Return to search

Development and validation of the vision-related dizziness questionnaire

Yes / Purpose: To develop and validate the first patient-reported outcome measure (PROM)
to quantify vision-related dizziness. Dizziness is a common, multifactorial syndrome that
causes reductions in quality of life and is a major risk factor for falls, but the role of vision
is not well understood.
Methods: Potential domains and items were identified by literature review and discussions
with experts and patients to form a pilot PROM, which was completed by 335
patients with dizziness. Rasch analysis was used to determine the items with good
psychometric properties to include in a final PROM, to check undimensionality, differential
item functioning, and to convert ordinal questionnaire data into continuous interval
data. Validation of the final 25-item instrument was determined by its convergent validity,
patient, and item-separation reliability and unidimensionality using data from 223 patients
plus test–retest repeatability from 79 patients.
results: 120 items were originally identified, then subsequently reduced to 46 to form
a pilot PROM. Rasch analysis was used to reduce the number of items to 25 to produce
the vision-related dizziness or VRD-25. Two subscales of VRD-12-frequency and
VRD-13-severity were shown to be unidimensional, with good psychometric properties.
Convergent validity was shown by moderately good correlations with the Dizziness
Handicap Inventory (r = 0.75) and good test–retest repeatability with intra-class correlation
coefficients of 0.88.
conclusion: VRD-25 is the only PROM developed to date to assess vision-related
dizziness. It has been developed using Rasch analysis and provides a PROM for this
under-researched area and for clinical trials of interventions to reduce vision-related
dizziness. / College of Optometrists (UK) research studentship.

Identiferoai:union.ndltd.org:BRADFORD/oai:bradscholars.brad.ac.uk:10454/17160
Date29 May 2018
CreatorsArmstrong, Deborah, Alderson, Alison J., Davey, Christopher J., Elliott, David B.
Source SetsBradford Scholars
LanguageEnglish
Detected LanguageEnglish
TypeArticle, Published version
Rights© 2018 Armstrong, Alderson, Davey and Elliott. This is an open-access article distributed under the terms of the Creative Commons Attribution License (CC BY). The use, distribution or reproduction in other forums is permitted, provided the original author(s) and the copyright owner are credited and that the original publication in this journal is cited, in accordance with accepted academic practice. No use, distribution or reproduction is permitted which does not comply with these terms.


§ **WHAT NEEDS TO BE DONE**: Among the records below, which lines contain the string "pixels"? Report them.

§ **DATA RECORDS**:
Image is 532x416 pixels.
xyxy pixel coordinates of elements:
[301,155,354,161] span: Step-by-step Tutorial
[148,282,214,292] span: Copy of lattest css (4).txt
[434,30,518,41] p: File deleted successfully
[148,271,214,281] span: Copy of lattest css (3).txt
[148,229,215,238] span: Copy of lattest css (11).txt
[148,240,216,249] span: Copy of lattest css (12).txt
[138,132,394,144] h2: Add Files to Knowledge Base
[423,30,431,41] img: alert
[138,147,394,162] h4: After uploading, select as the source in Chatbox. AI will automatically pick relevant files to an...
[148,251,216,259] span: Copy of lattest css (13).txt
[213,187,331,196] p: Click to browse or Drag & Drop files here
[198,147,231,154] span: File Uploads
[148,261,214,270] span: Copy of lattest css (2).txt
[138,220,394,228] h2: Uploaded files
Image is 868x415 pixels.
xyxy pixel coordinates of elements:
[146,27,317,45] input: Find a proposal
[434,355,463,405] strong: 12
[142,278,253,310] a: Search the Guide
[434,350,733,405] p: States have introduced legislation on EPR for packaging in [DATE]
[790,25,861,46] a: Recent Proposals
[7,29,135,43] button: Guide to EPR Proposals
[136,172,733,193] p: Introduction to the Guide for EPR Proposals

---

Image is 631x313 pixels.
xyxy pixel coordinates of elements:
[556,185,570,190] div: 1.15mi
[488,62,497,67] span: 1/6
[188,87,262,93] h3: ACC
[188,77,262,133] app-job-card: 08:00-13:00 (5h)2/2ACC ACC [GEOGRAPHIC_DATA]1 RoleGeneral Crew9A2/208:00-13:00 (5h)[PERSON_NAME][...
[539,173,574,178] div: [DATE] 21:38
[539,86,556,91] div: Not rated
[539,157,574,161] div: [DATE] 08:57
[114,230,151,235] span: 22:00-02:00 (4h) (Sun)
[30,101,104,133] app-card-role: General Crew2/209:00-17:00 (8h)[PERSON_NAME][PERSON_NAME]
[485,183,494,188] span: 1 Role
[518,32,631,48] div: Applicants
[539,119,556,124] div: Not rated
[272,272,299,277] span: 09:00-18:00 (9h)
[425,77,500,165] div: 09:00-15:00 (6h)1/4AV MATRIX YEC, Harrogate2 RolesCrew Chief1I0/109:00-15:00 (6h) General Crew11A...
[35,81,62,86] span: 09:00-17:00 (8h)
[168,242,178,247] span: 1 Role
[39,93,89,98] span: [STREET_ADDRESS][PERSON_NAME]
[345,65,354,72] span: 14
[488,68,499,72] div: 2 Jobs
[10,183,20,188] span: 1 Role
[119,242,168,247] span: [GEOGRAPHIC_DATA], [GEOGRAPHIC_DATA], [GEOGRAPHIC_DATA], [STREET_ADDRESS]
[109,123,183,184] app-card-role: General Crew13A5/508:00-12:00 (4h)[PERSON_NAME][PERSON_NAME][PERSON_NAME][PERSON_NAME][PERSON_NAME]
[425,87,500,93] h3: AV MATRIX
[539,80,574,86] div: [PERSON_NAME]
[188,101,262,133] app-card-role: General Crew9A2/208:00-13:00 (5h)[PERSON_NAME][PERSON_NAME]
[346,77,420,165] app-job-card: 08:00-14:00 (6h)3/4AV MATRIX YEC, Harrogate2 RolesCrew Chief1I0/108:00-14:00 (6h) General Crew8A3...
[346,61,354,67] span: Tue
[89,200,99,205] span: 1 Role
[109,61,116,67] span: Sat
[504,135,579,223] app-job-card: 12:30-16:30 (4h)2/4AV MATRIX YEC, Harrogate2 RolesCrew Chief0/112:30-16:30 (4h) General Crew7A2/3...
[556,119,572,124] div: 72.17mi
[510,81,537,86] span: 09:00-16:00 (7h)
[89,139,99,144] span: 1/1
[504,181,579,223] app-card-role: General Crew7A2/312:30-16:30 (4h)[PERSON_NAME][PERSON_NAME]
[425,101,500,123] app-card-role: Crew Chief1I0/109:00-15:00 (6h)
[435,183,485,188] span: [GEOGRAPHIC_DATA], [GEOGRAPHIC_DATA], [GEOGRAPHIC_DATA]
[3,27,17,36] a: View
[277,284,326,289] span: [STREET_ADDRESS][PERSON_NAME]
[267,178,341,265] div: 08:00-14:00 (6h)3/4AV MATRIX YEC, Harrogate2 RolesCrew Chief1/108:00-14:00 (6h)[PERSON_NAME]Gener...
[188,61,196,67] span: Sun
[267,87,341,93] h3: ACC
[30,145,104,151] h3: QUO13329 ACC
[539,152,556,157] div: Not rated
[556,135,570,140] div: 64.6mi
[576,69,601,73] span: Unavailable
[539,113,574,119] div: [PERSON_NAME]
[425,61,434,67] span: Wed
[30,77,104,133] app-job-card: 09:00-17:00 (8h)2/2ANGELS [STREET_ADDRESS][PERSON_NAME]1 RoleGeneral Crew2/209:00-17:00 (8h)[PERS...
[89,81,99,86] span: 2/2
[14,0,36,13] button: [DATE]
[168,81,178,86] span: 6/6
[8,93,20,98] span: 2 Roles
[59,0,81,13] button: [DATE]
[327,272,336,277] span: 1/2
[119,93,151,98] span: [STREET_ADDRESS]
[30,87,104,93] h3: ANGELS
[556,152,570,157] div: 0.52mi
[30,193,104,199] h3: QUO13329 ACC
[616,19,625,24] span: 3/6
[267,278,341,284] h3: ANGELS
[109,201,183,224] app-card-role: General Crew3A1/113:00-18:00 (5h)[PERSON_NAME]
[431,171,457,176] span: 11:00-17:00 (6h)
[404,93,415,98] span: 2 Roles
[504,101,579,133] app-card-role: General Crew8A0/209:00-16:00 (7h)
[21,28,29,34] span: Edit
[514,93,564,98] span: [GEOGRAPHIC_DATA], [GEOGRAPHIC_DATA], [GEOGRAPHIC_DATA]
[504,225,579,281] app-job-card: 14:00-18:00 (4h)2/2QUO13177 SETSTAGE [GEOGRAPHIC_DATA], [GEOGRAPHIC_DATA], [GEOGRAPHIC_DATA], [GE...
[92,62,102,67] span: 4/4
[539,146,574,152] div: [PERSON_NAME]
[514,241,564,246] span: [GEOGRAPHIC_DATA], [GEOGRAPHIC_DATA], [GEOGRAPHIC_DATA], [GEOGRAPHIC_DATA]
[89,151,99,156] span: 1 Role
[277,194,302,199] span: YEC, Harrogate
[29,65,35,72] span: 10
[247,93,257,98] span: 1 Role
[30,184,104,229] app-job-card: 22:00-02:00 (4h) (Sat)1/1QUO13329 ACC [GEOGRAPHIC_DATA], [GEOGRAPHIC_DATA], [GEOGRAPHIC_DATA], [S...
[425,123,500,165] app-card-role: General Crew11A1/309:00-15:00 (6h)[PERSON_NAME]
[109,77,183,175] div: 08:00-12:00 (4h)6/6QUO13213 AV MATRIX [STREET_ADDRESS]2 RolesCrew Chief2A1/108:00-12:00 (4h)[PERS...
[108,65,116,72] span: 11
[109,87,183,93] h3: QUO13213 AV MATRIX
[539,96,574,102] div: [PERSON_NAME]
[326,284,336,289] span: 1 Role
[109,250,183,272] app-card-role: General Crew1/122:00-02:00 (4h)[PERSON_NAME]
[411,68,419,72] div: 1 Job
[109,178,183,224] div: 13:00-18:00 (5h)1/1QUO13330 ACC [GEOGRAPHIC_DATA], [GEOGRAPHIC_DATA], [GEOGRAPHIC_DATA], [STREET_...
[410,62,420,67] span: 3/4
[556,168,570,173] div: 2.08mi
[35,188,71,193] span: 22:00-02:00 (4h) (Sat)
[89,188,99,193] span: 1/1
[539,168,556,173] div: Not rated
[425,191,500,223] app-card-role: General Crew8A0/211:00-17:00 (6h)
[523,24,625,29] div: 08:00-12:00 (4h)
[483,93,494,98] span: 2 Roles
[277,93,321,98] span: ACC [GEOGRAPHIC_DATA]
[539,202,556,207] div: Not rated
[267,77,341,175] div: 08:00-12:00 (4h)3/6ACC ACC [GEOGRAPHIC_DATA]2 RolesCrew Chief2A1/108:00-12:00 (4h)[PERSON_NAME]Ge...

§ **FINISHED EXERCISE**:
Image is 532x416 pixels.
Image is 868x415 pixels.
Image is 631x313 pixels.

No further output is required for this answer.